## PROBLEM STATEMENT
None of the pictures should appear; the lines from the line containing "Locate an element" through the last line of the listing must be repeated exactly.
[SUPPLIED RECORDS — start]
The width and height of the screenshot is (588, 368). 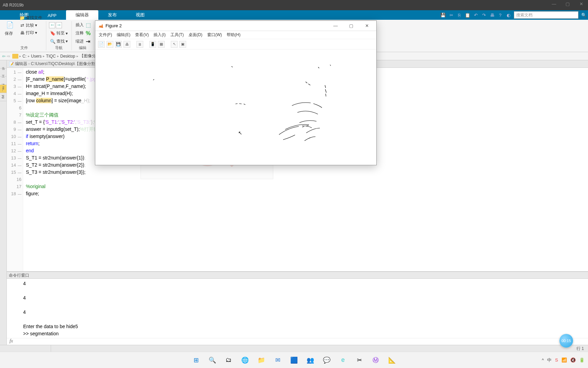 I want to click on tab-editor: 编辑器, so click(x=82, y=15).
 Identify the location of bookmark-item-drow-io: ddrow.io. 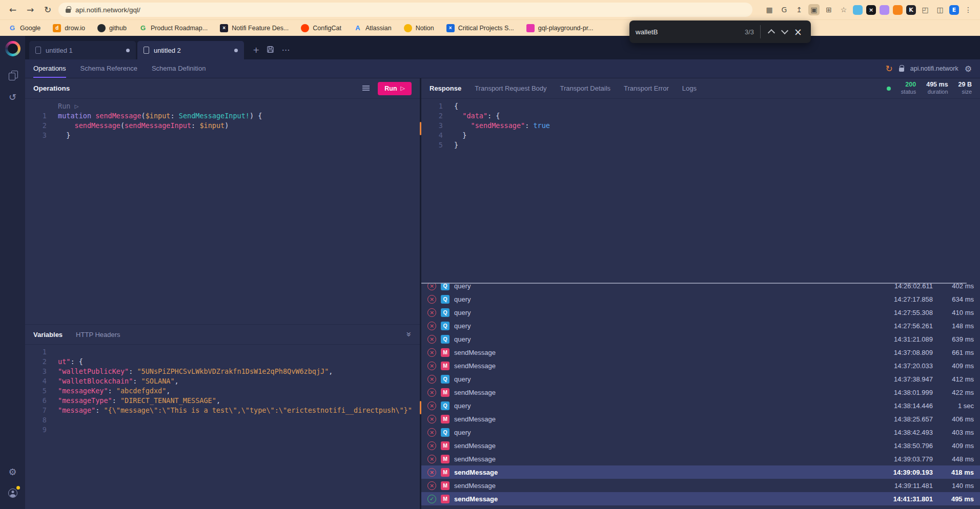
(69, 28).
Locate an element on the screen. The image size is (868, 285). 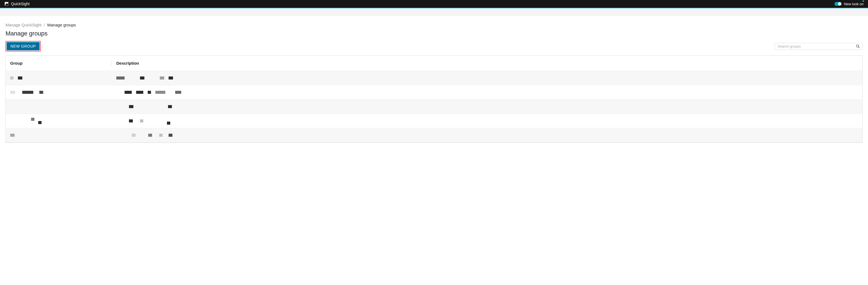
column-divider is located at coordinates (112, 63).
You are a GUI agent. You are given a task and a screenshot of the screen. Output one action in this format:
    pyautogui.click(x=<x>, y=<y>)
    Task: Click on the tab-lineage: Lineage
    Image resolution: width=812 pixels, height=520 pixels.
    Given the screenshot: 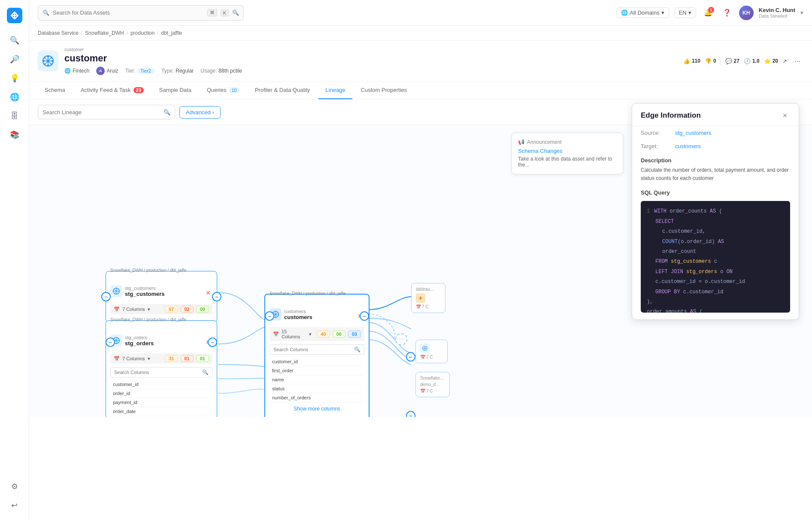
[SUPPLIED RECORDS — finish]
## TASK RESULT
Locate an element on the screen. The image size is (868, 285). 
column-divider is located at coordinates (112, 63).
You are a GUI agent. You are given a task and a screenshot of the screen. Output one action in this format:
    pyautogui.click(x=<x>, y=<y>)
    Task: Click on the tab-lineage: Lineage
    Image resolution: width=812 pixels, height=520 pixels.
    Given the screenshot: 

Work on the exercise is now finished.